When tools like Chat-GPT first gained widespread popularity, their tendency to hallucinate citations and references led to shame for scientists and attorneys who slipped those citations into their own briefs and studies. The pattern was troubling, but also avoidable—a little extra due diligence could weed out the confabulated referents. But as Nature finds in a collaboration with the screening company Grounded AI, scientific studies are increasingly filled with hallucinations that are slipperier than they appear. A title that matches up with a cited author’s area of study; co-authors that have published together previously; even volume/page numbers that sync to the supposed journal and date of publication. The result is a piece of microfiction, an imagined work of research that is fully plausible, but doesn’t actually exist. Remember when we bemoaned the erosion of “truth” just one short decade ago? As it turns out, we ain’t seen nothin’ yet.

In some cases, including in references in published articles, all of the component parts are made up, says Kathryn Weber-Boer, director of scientometrics at the London-based company Digital Science …. AI also hallucinates DOIs, both in references that are otherwise genuine as well as in fabricated ones, she adds.

AI-generated references commonly combine fragments of genuine publications, say researchers who have studied the issue. Joe Shockman, co-founder and chief executive of Grounded AI, calls such references ‘Frankenstein’ citations, likening their assembly to that of the fictional monster. “It looks real to a human being, but is not actually a reference to a real thing,” says Shockman, who is based in Ashland, Oregon.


Check each line of the records below and collect those holding "every".

Data entries for graphics
---
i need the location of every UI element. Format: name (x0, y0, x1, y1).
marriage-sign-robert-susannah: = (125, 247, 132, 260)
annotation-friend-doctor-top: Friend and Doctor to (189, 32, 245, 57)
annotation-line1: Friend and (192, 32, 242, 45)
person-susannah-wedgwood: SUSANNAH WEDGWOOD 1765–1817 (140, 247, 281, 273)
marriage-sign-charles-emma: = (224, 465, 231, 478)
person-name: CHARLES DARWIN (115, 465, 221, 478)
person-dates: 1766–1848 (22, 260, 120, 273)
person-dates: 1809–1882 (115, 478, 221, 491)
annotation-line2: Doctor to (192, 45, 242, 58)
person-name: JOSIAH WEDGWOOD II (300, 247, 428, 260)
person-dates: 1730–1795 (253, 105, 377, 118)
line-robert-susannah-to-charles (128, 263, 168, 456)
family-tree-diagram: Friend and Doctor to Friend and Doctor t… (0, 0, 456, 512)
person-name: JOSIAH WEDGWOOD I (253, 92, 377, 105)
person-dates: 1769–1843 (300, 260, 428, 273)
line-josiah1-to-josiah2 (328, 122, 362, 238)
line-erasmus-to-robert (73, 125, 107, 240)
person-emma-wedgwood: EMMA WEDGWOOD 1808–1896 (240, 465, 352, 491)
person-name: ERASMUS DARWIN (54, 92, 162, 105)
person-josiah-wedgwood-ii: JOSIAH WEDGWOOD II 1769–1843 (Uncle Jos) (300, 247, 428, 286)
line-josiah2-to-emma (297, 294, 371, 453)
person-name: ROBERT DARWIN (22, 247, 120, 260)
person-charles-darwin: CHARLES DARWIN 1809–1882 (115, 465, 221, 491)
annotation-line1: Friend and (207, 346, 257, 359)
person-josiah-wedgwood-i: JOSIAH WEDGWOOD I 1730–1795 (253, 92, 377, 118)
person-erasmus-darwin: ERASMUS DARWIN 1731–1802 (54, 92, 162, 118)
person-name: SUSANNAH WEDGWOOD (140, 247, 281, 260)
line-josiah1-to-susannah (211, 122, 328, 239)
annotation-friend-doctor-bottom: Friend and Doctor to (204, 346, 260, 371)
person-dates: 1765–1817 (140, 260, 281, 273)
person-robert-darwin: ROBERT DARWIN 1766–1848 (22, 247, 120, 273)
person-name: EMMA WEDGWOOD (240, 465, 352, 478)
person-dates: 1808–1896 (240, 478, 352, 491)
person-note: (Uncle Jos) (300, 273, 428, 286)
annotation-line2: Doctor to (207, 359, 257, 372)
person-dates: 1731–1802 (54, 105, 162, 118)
---
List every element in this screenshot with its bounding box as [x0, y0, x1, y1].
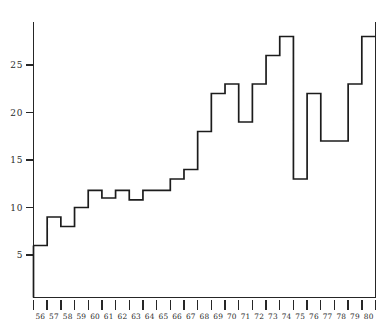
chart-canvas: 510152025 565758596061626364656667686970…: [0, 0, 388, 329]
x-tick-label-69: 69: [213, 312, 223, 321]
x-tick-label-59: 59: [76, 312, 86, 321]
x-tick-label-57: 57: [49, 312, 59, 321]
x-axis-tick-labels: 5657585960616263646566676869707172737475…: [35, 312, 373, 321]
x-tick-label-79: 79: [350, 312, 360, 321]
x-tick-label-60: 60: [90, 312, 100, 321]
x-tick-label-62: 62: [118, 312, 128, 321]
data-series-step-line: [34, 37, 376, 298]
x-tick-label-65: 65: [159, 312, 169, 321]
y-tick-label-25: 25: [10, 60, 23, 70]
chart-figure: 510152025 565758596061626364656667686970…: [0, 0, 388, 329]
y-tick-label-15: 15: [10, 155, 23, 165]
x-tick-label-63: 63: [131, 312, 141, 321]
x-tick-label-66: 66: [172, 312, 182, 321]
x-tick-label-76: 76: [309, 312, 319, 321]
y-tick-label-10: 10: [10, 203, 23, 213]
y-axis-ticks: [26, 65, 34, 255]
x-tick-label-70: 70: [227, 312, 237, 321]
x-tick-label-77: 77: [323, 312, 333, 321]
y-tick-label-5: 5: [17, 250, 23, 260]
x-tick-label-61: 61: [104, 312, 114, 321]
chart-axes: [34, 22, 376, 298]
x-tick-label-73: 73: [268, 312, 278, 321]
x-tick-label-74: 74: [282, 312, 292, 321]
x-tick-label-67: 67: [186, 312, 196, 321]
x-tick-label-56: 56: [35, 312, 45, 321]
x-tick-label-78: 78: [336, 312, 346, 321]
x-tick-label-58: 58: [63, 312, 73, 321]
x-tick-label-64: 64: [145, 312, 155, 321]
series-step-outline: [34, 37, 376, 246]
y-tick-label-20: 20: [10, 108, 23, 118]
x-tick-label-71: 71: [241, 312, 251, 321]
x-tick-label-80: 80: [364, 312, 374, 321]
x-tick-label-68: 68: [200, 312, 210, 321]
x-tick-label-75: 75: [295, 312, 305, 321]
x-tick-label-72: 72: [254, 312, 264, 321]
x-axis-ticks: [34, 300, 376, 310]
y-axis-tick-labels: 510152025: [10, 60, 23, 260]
---
**OUTPUT FOR THIS TASK**.
i need the location of every UI element. Format: name (x0, y0, x1, y1).
List every element in this screenshot with its bounding box as [x0, y0, x1, y1].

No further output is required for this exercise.